NOONOO TRADINGJoin free chat

Bull Trap and Bear Trap: How False Breakouts Trap Traders

Few things sting like buying a breakout that instantly reverses, or panic-selling a breakdown that snaps right back. These are bull traps and bear traps, and understanding them can save you from some of the most common (and avoidable) trading mistakes.

What Is a Bull Trap and a Bear Trap?

A bull trap is a false breakout to the upside. Price pushes above a clear resistance level, traders rush in expecting a rally, and then price reverses and falls back below the level, "trapping" buyers in a losing position. A bear trap is the mirror image: a false breakdown below support that lures sellers (and short-sellers) in, only for price to reverse upward and squeeze them.

Both traps exploit the same instinct: chasing a move the moment it looks confirmed.
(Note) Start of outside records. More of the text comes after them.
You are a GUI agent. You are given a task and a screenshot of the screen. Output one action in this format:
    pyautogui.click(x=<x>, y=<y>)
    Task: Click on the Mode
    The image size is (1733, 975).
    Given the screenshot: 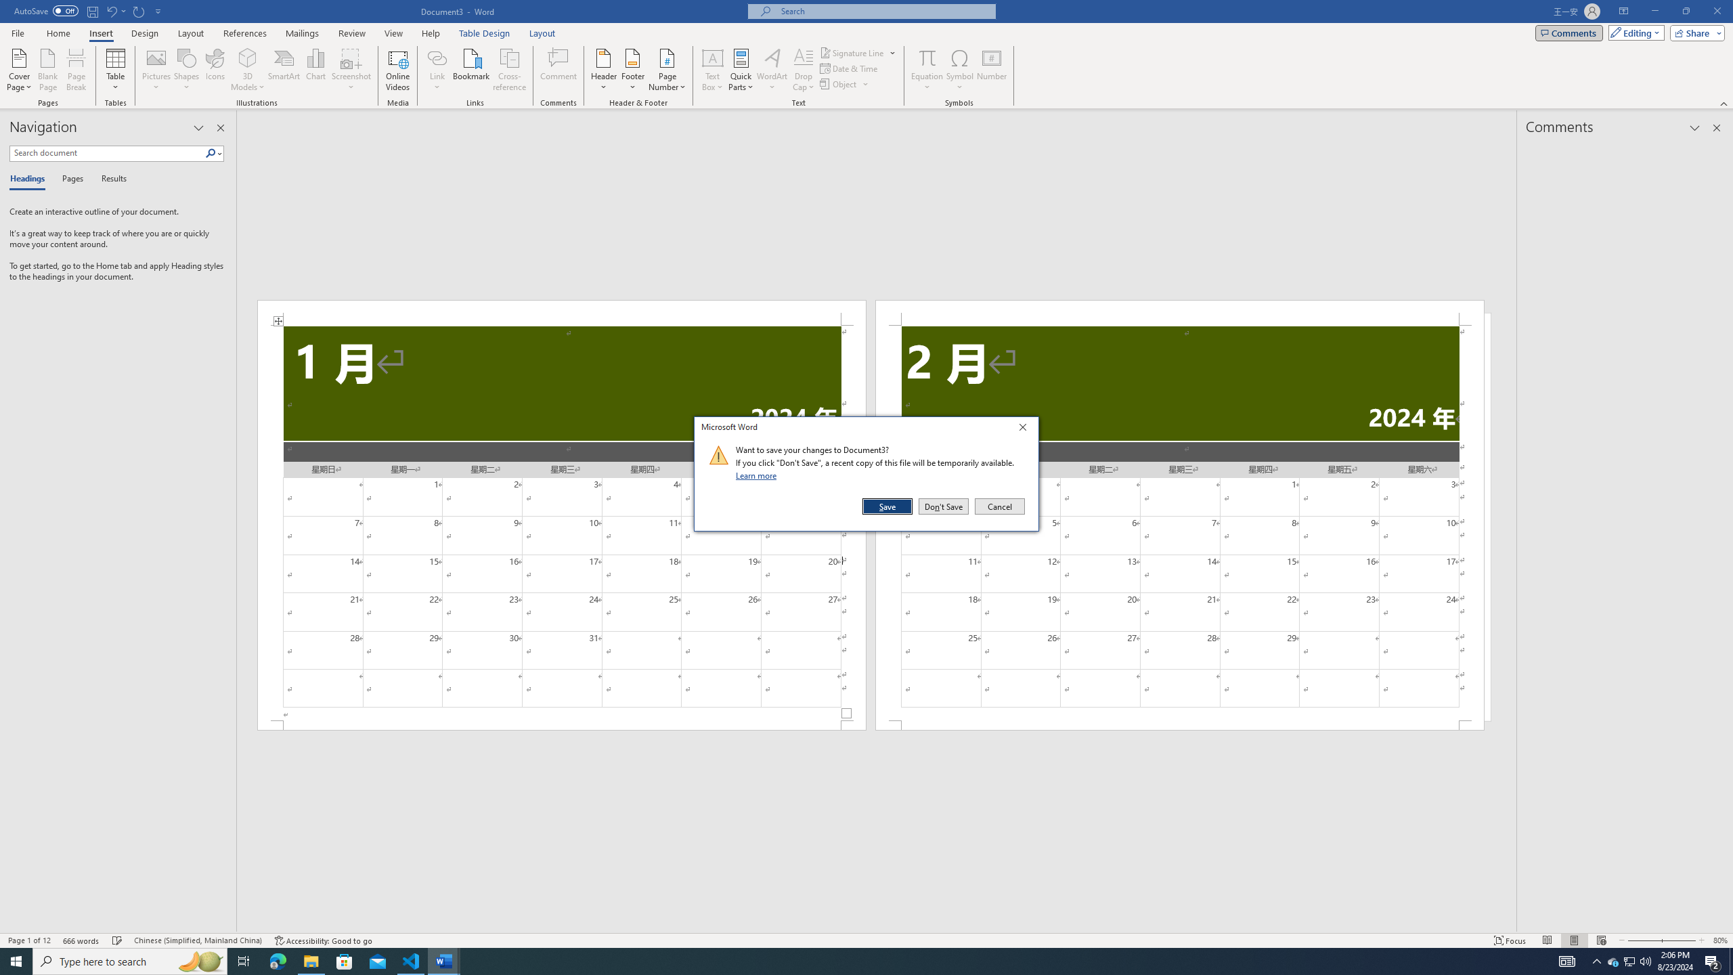 What is the action you would take?
    pyautogui.click(x=1634, y=33)
    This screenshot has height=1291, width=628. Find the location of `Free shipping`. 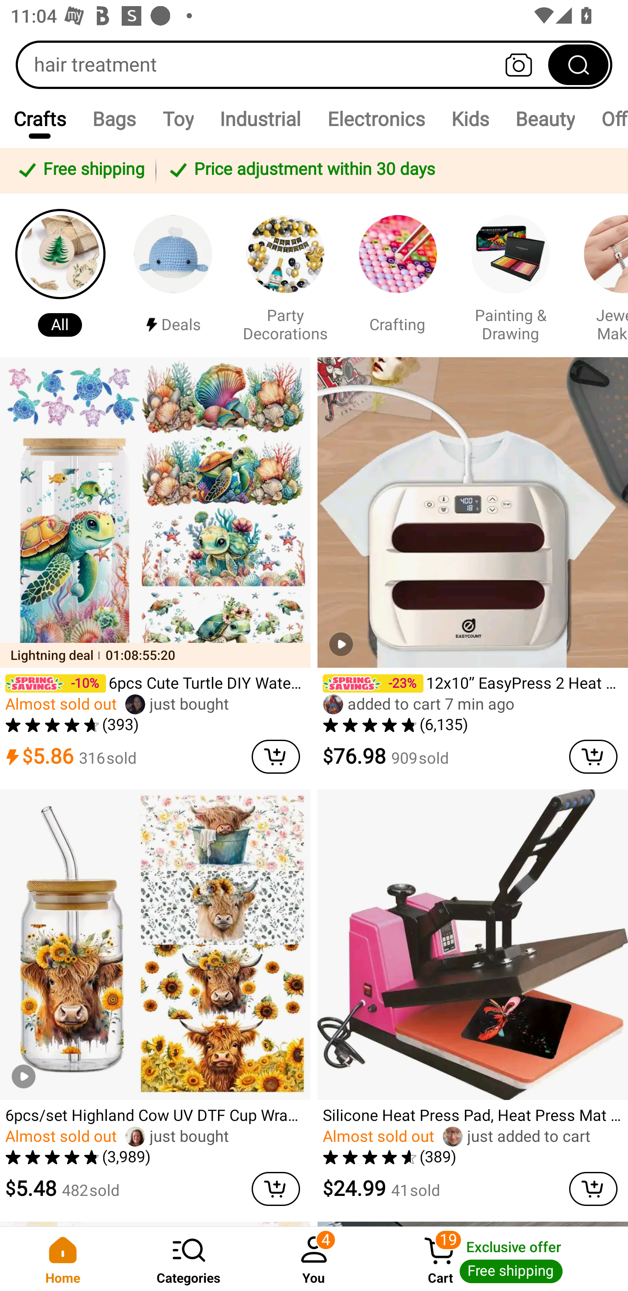

Free shipping is located at coordinates (80, 170).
To understand why they happen, it helps to first be comfortable with support and resistance and basic candlestick patterns, since traps are usually defined relative to a key level.

FeatureBull TrapBear Trap
Direction of the fake moveUp, above resistanceDown, below support
Who gets trappedBuyers / longsSellers / shorts
What followsReversal downReversal up
Common emotion exploitedFOMO (fear of missing out)Panic / fear

Why Traps Form

Traps are not random; they form because of how orders cluster around obvious levels. Key drivers include:

Crypto is especially prone to traps because markets run 24/7, leverage is widely available, and sentiment can swing fast, something the Fear and Greed Index tries to capture.

Example Imagine a coin trading between $90 (support) and $100 (resistance) for two weeks. One afternoon it spikes to $103 on a single large candle. Breakout traders buy at $101 to $103, expecting a run to $120. Within an hour, price falls back below $100 and keeps sliding to $94. Everyone who bought the breakout is now underwater. That is a bull trap: the move above $100 was never confirmed and quickly failed.
Example The same coin later drops to $87, slipping under the $90 support. Nervous holders sell and short-sellers pile in, expecting a crash to $70. Instead, price reverses sharply and rallies back to $96, forcing shorts to buy back at a loss. That is a bear trap: the breakdown below support was a fake-out.

How to Avoid Traps: Confirmation

You can never eliminate traps entirely, but you can reduce how often they catch you by waiting for confirmation instead of reacting to the first touch. Here is a practical checklist:

  1. Wait for a candle close beyond the level. A wick poking above resistance is weak; a full daily or 4-hour candle closing decisively above it is more meaningful.
  2. Check volume. Genuine breakouts usually come with rising volume. A breakout on shrinking volume is a warning sign.
  3. Look for a retest. Strong breakouts often pull back to retest the broken level as new support (or resistance) and hold. Entering on a successful retest is lower-risk than chasing.
  4. Use confluence. Combine the level with indicators like moving averages, the RSI, or Bollinger Bands. One signal can lie; several agreeing is sturdier.
  5. Define your invalidation in advance. Decide where you are wrong before you enter, and use a stop-loss there.

For a deeper look at entering breakouts the disciplined way, see breakout trading.

SignalLikely real breakoutLikely trap
VolumeRising on the moveFalling or a single spike
Candle closeCloses firmly beyond levelLong wick, closes back inside
RetestHolds the levelFails and reverses through
Follow-throughContinues over hours/daysReverses within minutes/hours

Managing the Risk When You Are Wrong

Even with confirmation, some traps will still catch you, so risk management matters more than prediction. A few habits help:

In short, a bull trap and a bear trap are both about premature confidence in a breakout or breakdown. Waiting for confirmation, checking volume and candle closes, and managing risk turns these traps from a recurring wound into an occasional, manageable cost of doing business.

This article is for educational purposes only and is not investment advice. Crypto markets are volatile and you can lose money; do your own research and never risk more than you can afford to lose.

NOONOO TRADING — join the free chat and watch live trading together.